Total pages in book: 90
Estimated words: 91065 (not accurate)
Estimated Reading Time in minutes: 455(@200wpm)___ 364(@250wpm)___ 304(@300wpm)
Estimated words: 91065 (not accurate)
Estimated Reading Time in minutes: 455(@200wpm)___ 364(@250wpm)___ 304(@300wpm)
Give my chest a scratch.
Then, I stand up straighter.
“Whoa.” I stop swiping. “Who are you?”
Amid the sea of selfies and cheesy pickup lines, a profile catches my eye. His name is Dex, and he is ridiculously good looking.
Like.
Super hot.
So hot I gaze at his bio with my mouth gaping.
“Stuff a chip in your mouth and get a grip, Margot,” I mutter, still staring at his photo.
Dex, 25
Professional Football Player
Nice young man in search of a serious relationship.
Tall, dark, and handsome.
Funny. Sarcasm is my second language.
Loves eating but not cooking, unless you include frozen pizza.
Still discovering what it is I want.
No cat people. Dogs only (big dogs preferable).
Several alarm bells go off when I read what he has written: still discovering what it is I want?
“Dude, you’re twenty-five, shouldn’t you have it figured out by now?”
My daughter will be a teenager in three years, for heaven’s sake.
Got pregnant at nineteen, had her when I was in college—and, well, here we are.
Single mother of one at twenty-nine.
Good times.
My eyes home in on the career shout-out: Professional football player? He can’t be serious—this must be a joke, yeah? Perhaps he plays football in the park on weekends. Pickup games, I believe they’re called?
No way is he for real.
These photographs of a big dude in a uniform couldn’t possibly be his.
I should report the account as being fake.
I should . . .
But I don’t.
“What I should do is give him a piece of my mind for wasting everyone’s time!” I announce to a room full of no one. “Then I’ll report the fake account!”
Yes!
That’s what I’ll do.
Swipe in the guise of science—see if we match, then chew his ass out for giving women false hope that they’re going to meet a player in the NFL.
With a knot forming in my tummy and a bag of mixed nerves from the impending excitement of catching a catfish, I swipe right, reminding myself not to be anxious.

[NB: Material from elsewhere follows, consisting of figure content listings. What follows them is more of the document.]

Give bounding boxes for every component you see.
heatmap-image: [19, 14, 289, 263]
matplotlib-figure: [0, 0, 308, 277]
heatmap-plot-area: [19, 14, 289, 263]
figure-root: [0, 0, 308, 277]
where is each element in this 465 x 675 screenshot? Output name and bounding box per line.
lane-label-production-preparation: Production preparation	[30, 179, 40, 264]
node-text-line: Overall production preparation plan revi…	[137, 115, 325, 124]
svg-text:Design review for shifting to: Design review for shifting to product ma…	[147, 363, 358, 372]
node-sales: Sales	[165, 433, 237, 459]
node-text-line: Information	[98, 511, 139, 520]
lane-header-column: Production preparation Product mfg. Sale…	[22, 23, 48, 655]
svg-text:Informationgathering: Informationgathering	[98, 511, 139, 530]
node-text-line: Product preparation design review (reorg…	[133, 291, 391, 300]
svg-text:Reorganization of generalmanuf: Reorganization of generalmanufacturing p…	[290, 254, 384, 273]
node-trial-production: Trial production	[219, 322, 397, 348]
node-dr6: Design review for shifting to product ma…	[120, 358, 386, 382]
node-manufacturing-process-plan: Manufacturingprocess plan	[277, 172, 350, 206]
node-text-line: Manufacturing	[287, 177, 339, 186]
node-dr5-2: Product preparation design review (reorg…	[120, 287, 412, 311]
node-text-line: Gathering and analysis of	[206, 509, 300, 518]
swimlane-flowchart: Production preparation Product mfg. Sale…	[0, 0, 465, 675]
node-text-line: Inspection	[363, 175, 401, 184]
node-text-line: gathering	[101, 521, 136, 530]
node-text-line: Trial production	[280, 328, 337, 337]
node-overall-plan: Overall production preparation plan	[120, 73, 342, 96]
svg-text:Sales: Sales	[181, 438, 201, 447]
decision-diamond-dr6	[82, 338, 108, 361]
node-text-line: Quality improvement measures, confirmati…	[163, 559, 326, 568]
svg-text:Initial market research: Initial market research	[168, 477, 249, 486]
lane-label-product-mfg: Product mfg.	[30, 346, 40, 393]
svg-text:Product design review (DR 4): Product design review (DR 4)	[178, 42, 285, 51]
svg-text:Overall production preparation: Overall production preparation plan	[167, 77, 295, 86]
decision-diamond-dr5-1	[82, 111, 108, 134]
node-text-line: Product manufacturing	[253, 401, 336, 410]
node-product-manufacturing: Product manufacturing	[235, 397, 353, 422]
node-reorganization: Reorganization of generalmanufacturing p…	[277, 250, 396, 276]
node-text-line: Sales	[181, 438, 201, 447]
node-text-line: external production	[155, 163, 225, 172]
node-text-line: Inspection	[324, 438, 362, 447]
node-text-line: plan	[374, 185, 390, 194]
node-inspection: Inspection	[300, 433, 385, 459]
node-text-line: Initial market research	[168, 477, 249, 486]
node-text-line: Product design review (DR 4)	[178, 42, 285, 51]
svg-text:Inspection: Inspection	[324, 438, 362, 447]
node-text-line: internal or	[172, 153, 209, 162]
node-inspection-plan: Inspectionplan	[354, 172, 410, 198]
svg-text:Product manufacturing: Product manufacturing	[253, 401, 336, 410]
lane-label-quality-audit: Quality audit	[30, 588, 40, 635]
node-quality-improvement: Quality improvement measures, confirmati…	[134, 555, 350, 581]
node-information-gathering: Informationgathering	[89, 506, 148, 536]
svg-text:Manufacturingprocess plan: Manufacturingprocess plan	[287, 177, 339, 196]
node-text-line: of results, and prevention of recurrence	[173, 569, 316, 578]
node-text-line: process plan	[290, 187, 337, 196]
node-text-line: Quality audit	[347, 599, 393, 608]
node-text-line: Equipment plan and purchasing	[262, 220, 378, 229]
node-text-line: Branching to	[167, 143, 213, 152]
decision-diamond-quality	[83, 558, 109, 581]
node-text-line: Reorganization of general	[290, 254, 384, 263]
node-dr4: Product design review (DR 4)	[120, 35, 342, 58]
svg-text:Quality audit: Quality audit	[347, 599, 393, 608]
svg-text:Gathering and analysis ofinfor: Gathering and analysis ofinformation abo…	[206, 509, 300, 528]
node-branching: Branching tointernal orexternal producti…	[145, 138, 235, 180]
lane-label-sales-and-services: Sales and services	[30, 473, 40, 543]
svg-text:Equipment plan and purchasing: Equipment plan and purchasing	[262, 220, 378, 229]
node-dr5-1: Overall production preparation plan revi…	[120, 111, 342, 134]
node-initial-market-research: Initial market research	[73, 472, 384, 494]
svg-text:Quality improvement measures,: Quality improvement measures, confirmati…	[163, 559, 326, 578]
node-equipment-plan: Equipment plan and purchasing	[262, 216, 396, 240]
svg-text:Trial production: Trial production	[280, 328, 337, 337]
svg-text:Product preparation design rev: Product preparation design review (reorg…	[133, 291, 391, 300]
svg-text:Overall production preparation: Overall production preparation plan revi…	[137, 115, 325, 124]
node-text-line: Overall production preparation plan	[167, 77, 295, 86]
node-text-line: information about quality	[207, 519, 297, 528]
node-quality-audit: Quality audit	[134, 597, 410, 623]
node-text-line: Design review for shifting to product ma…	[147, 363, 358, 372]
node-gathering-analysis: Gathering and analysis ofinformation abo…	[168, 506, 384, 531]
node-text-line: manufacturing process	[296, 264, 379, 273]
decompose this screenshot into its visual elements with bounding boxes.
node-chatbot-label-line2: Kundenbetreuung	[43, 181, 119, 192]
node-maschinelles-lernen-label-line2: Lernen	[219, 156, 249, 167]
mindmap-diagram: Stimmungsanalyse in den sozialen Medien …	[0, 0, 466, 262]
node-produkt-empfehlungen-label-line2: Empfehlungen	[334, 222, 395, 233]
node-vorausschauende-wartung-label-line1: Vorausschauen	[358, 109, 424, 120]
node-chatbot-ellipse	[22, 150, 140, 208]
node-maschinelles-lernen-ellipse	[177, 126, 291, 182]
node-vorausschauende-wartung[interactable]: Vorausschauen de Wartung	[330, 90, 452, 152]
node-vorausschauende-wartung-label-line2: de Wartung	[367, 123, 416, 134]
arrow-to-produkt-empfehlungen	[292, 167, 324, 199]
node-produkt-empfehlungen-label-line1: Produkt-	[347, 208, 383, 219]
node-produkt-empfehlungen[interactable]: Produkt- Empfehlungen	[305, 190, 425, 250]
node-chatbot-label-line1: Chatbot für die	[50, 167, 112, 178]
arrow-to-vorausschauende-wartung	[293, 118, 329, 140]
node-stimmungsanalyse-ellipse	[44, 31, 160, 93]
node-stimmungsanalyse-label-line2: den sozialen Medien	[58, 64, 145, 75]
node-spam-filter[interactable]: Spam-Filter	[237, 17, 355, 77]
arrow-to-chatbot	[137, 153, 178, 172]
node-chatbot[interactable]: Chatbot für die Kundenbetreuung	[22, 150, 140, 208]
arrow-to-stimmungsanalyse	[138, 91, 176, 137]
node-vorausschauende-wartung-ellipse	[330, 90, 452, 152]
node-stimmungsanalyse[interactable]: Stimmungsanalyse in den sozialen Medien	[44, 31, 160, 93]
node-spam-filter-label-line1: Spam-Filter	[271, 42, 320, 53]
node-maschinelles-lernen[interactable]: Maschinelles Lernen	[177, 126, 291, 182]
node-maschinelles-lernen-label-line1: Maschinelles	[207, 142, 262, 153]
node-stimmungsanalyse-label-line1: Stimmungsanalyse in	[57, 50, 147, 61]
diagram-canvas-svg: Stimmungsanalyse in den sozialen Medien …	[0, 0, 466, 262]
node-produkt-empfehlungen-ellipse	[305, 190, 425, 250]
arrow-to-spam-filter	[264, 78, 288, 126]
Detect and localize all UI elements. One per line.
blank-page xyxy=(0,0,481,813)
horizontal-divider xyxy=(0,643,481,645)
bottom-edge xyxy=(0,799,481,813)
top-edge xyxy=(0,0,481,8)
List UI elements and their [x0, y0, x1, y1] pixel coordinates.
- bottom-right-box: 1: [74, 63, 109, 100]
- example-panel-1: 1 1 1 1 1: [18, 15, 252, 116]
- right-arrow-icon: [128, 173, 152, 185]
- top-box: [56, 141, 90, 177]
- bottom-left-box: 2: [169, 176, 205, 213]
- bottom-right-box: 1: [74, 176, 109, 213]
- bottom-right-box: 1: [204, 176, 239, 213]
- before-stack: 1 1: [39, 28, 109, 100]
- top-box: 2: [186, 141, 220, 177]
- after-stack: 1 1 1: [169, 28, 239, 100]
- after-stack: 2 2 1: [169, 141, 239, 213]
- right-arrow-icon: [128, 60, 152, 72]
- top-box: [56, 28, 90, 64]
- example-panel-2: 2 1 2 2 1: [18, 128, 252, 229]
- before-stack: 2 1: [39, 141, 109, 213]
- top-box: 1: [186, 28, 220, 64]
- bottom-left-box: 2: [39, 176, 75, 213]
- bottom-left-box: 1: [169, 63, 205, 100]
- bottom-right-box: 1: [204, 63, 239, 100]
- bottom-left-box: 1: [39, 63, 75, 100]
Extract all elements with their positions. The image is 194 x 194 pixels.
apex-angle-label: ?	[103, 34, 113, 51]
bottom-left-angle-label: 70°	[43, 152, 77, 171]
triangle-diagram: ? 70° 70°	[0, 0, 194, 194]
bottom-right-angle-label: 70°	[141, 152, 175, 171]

“This is fun!” I chant. “So fun!”
Plus, if this is a fake profile, I’ll never hear from him anyway, and even if I do hear back, that most likely means he’s a bot. Right?
Seconds pass.
They feel like minutes.
Hours.
I set the phone down and go to the sink, then stack the dirty plates neatly so Wyatt can load them into the dishwasher tomorrow after school, then add the forks, spoons, and knives. I busy myself so I will not be tempted to fixate on my cell, putting it out of my mind so I can—
A notification pops up on my screen. You’re a match!
Hearts flutter, floating over my screen as if they were balloons being released into the air.
“Okay, pal, let’s see if you’re who you say you are.”
I’m not a detective, but I play one when I’m bored.
When no message instantaneously appears from Dex, I bite my lower lip.
“Sir, you are off the hook for having a life.”
It will have to be up to me to make the first move.
I hesitate before typing out a message, fingers hovering over the tiny keyboard.
What do I even say? Should I play it cool—or let my nerves show?
In the end, I settle for something simple yet playful. What do you think would get you laid more often: pretending to be a professional football player on a dating app, or being one in real life?
I hit send, immediately regretting the harsh tone of my first note. He’s never going to message me back when I sound like a bitter shrew! Ugh!
Why would he?
“So what!” I reason out loud. “He’s a liar!”
And I’m going to prove it.
He deserves the lashing I’m about to dish out, and now he knows that I know he’s a liar, so perhaps he’ll delete his profile and create a new one.
None of this stops me from going back to studying his pictures. Why would a man who looked like him swipe on a woman like me? Why would a man who looked like him swipe on a single mother?
“Because he’s fake, Margot.”
He’s big—massive, some would say. I can tell because he is surrounded by a few other dudes and stands a head above all of them.
Bearded.
So handsome.
Younger than I am by several years.
Something about him looks too perfect, too polished, as if his photos have been plucked straight from a stock photo website.
Men like him don’t exist in the real world.
“Not in yours, anyway.”
I’m tempted to do more investigative reporting, though that takes some of the mystery out of dating, does it not? Digging for details? I mean, shouldn’t he be the one to tell me about his personal and professional life? Not the internet?
Yes.
Waiting is the right thing to do, and I have other shit to worry about.
Like my daughter, who’s going to be home soon.
Setting my phone down again, I pick up tidying at the sink where I left off, a long sigh escaping my frustrated lips.